Skip to main content Accessibility help
×
Hostname: page-component-586b7cd67f-t7czq Total loading time: 0 Render date: 2024-11-25T07:50:02.654Z Has data issue: false hasContentIssue false

Conclusion: Choice and Authority in verse

Published online by Cambridge University Press:  21 October 2009

Get access

Summary

Verse is one of the most highly coded, if not the most coded, kinds of discourse, and it is a kind of coded discourse in which, paradoxically, the codes operate to give the text pure performance value, that is, the poetic text does not reveal its origins in a competence; the poetic text is understandable as the manifestation or realisation of a set of codes and yet is ultimately irreducible, unparaphrasable, and is subject to processes of abstraction only if its parts are separated and considered in isolation. The reasons why the poetic text is, relatively speaking, a surface structure whose deep structure is invisible, a parole without a langue, are that its codes are so manifold that they are non-coincident, and that at any given point in the text one code may have predominance over the others; in other words the codes operate in a complex permutational structure of shifting priority. In regular verse, for example, the following, by no means exhaustive, set of codes is active: lineation (as a code of a certain kind of readerly attention); metricity, which entails numericity; rhythmicity; rhyme; codes of other acoustic patterns; a rhetorical code (code of figures); a grammatical and syntactic code (including peculiarly poetic forms of grammar and syntax e.g. inversion, ellipsis, iteration, special punctuational usage); a dictional code (code of register); a generical code (attitudes and treatment consonant with the poem's being elegy, ode, satire etc.); a formal code, which may relate to the generical but need not (the overall structures of fixed forms such as the sonnet, triolet, haiku, stanzaic structures of non-fixed forms).

Type
Chapter
Information
A Question of Syllables
Essays in Nineteenth-Century French Verse
, pp. 189 - 197
Publisher: Cambridge University Press
Print publication year: 1986

Access options

Get access to the full version of this content by using one of the access options below. (Log in options will check for institutional or personal access. Content may require purchase if you do not have access.)

Save book to Kindle

To save this book to your Kindle, first ensure [email protected] is added to your Approved Personal Document E-mail List under your Personal Document Settings on the Manage Your Content and Devices page of your Amazon account. Then enter the ‘name’ part of your Kindle email address below. Find out more about saving to your Kindle.

Note you can select to save to either the @free.kindle.com or @kindle.com variations. ‘@free.kindle.com’ emails are free but can only be saved to your device when it is connected to wi-fi. ‘@kindle.com’ emails can be delivered even when you are not connected to wi-fi, but note that service fees apply.

Find out more about the Kindle Personal Document Service.

Available formats
×

Save book to Dropbox

To save content items to your account, please confirm that you agree to abide by our usage policies. If this is the first time you use this feature, you will be asked to authorise Cambridge Core to connect with your account. Find out more about saving content to Dropbox.

Available formats
×

Save book to Google Drive

To save content items to your account, please confirm that you agree to abide by our usage policies. If this is the first time you use this feature, you will be asked to authorise Cambridge Core to connect with your account. Find out more about saving content to Google Drive.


# WHAT IS EXPECTED:
In the records that come next, find every line with "format". Return those lines.

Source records
----
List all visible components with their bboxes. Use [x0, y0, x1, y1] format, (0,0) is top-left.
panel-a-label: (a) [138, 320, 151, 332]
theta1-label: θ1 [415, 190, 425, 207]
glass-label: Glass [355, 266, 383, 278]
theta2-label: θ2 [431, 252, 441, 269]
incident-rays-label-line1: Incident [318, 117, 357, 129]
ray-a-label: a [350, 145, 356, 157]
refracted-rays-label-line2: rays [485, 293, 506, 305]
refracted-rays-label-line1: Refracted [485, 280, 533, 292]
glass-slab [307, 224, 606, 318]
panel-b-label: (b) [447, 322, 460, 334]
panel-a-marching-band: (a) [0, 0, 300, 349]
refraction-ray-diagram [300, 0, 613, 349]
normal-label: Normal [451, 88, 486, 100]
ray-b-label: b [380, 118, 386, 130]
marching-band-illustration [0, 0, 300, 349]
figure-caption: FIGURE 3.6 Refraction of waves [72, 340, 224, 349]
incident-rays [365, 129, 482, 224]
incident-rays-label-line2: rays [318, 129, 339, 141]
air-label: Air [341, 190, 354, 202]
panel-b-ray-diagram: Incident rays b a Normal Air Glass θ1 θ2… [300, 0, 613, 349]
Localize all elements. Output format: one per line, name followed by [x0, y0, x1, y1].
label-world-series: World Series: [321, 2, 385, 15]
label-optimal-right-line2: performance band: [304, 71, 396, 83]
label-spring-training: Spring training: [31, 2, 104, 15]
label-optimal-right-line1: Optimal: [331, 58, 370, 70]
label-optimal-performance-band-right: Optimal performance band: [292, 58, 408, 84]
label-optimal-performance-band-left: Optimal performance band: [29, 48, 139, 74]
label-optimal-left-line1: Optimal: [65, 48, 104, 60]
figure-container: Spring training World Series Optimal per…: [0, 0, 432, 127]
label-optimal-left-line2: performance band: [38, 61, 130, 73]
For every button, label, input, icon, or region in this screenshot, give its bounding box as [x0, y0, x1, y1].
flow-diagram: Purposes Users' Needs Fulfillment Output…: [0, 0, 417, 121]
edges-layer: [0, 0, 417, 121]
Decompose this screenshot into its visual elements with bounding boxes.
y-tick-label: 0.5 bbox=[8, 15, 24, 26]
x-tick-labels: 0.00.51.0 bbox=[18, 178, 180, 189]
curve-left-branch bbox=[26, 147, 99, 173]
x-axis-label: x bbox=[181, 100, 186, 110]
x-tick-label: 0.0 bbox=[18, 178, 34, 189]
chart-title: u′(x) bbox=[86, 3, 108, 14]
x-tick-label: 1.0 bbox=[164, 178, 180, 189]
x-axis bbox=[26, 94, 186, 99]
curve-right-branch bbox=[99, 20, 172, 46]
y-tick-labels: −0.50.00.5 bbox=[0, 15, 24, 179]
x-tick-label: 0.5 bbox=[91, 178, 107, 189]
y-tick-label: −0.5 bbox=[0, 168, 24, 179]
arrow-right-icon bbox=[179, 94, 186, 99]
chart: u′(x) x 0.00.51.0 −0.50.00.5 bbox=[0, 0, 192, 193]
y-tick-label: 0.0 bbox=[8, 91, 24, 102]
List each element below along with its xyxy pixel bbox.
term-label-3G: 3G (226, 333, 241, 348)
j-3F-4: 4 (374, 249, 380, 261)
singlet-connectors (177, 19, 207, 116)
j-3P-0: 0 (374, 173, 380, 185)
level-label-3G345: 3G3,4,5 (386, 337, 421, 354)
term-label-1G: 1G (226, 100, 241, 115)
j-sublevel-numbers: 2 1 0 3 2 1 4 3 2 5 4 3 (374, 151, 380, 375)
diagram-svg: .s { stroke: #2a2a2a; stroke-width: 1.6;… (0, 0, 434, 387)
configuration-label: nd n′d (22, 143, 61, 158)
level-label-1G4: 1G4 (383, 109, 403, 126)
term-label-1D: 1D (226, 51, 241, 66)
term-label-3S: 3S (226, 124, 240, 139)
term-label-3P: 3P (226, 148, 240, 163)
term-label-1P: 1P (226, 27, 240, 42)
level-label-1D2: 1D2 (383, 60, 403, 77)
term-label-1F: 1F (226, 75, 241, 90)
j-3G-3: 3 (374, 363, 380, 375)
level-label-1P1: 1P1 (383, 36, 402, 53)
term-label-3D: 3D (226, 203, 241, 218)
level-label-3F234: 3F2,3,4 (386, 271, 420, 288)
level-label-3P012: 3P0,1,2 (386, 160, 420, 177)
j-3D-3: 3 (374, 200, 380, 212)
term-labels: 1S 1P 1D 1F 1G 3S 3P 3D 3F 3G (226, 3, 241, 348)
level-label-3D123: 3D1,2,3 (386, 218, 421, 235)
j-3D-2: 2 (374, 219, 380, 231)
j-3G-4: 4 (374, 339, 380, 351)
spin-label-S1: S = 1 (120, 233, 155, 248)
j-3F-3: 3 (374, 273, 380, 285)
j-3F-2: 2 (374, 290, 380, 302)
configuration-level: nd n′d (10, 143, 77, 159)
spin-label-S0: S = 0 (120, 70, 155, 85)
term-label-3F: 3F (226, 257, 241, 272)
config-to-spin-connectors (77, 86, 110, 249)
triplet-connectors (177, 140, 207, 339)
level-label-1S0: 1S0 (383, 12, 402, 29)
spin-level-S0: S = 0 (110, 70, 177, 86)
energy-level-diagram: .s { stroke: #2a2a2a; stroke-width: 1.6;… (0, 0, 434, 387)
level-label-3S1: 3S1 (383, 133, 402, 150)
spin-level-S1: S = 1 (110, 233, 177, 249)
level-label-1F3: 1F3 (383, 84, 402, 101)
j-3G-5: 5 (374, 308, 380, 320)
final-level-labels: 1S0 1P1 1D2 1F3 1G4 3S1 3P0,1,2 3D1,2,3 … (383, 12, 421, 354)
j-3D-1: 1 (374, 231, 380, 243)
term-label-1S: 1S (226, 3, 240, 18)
----
# TASK OUTPUT:
List all visible components with their bboxes. Use [x0, y0, x1, y1] format, (0,0) is top-left.
Localize all elements. Output format: one per line, name followed by [x0, y0, x1, y1].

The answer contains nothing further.